The project has expanded significantly over the course of the past decade, from getting 1,000 cashew trees in the ground initially to ambitions to plant one million trees this year.
They will include 19 varieties, some of which provide food and timber to the community and others to create wildlife habitats and improve biodiversity.
The funding comes via Welsh government, the charity Size of Wales and takings from two innovative climate change charity shops in Lampeter and Aberystwyth.
"It's all about helping the local people protect their existing forest and plant new trees to suck down carbon from the atmosphere and improve the climate for everyone," Mr Hartwell explained in a video call from the Boré Community Forest Project.
One of the "tragic ironies of climate change," he said was poorer nations that had contributed least to the carbon emissions problem were being worst hit by the impacts of rising temperatures and extreme weather.
"Wales has a very long history of releasing carbon," he said.
"We've got one of the longest legacy footprints of any country in the world because of the industrialisation that came with the south Wales coalfield.

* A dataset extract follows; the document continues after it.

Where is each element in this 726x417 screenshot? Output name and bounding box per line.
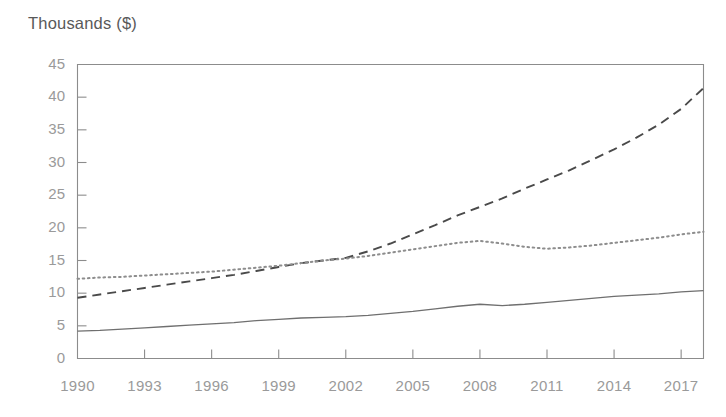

"The model of industrial development based on the exploitation of fossil fuels was invented in south Wales and every other country in the world has gone on to kind of emulate that.

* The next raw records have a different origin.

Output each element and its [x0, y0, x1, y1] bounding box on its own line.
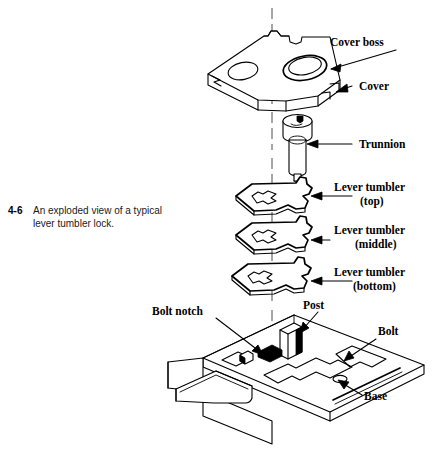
- figure-page: An exploded view of a typical lever tumb…: [0, 0, 437, 453]
- label-lever-tumbler-top-sub: (top): [360, 195, 384, 208]
- lever-tumbler-top-part: [236, 177, 312, 215]
- label-lever-tumbler-middle-sub: (middle): [355, 238, 397, 251]
- label-lever-tumbler-middle: Lever tumbler: [334, 224, 405, 236]
- lever-tumbler-bottom-part: [232, 257, 311, 295]
- cover-part: [208, 31, 340, 111]
- exploded-view-diagram: An exploded view of a typical lever tumb…: [0, 0, 437, 453]
- label-lever-tumbler-bottom-sub: (bottom): [353, 280, 396, 293]
- label-trunnion: Trunnion: [359, 138, 406, 150]
- label-cover-boss: Cover boss: [330, 36, 384, 48]
- label-bolt-notch: Bolt notch: [152, 305, 203, 317]
- label-post: Post: [303, 299, 324, 311]
- figure-caption: 4-6 An exploded view of a typical lever …: [8, 205, 162, 229]
- caption-line-2: lever tumbler lock.: [33, 218, 114, 229]
- label-bolt: Bolt: [378, 325, 399, 337]
- caption-line-1: An exploded view of a typical: [33, 205, 162, 216]
- label-cover: Cover: [359, 80, 389, 92]
- label-base: Base: [364, 390, 387, 402]
- lever-tumbler-middle-part: [236, 216, 312, 254]
- post-part: [280, 323, 302, 359]
- label-lever-tumbler-top: Lever tumbler: [334, 181, 405, 193]
- label-lever-tumbler-bottom: Lever tumbler: [334, 266, 405, 278]
- trunnion-part: [283, 115, 312, 184]
- figure-number: 4-6: [8, 205, 23, 216]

"So, because we were the first industrialised nation, we have a particular responsibility to draw back some of that ancient, historical carbon."
The project has led to the establishment of the largest tree nursery in Coast Province, Kenya, working with more than 3,000 farmers and 200 schools.
It is here that trees will be grown for the Arsenal Forest - a new woodland being created by the Premier League club to make up for some of the carbon released in printing the Arsenal matchday programme.
"The people here have got very small carbon footprints, they don't drive or fly around all the time like we do in the West," explained Mr Hartwell's daughter Anna Douglas - an ecologist based in Denmark who has been volunteering at the project since it started.
"But for them climate change is happening right now," she said, with crop failures driven by changing weather patterns.
Welsh funding has also led to the planting of 15 million trees in Uganda over the past decade, with the Welsh government aiming to reach 25 million by 2025.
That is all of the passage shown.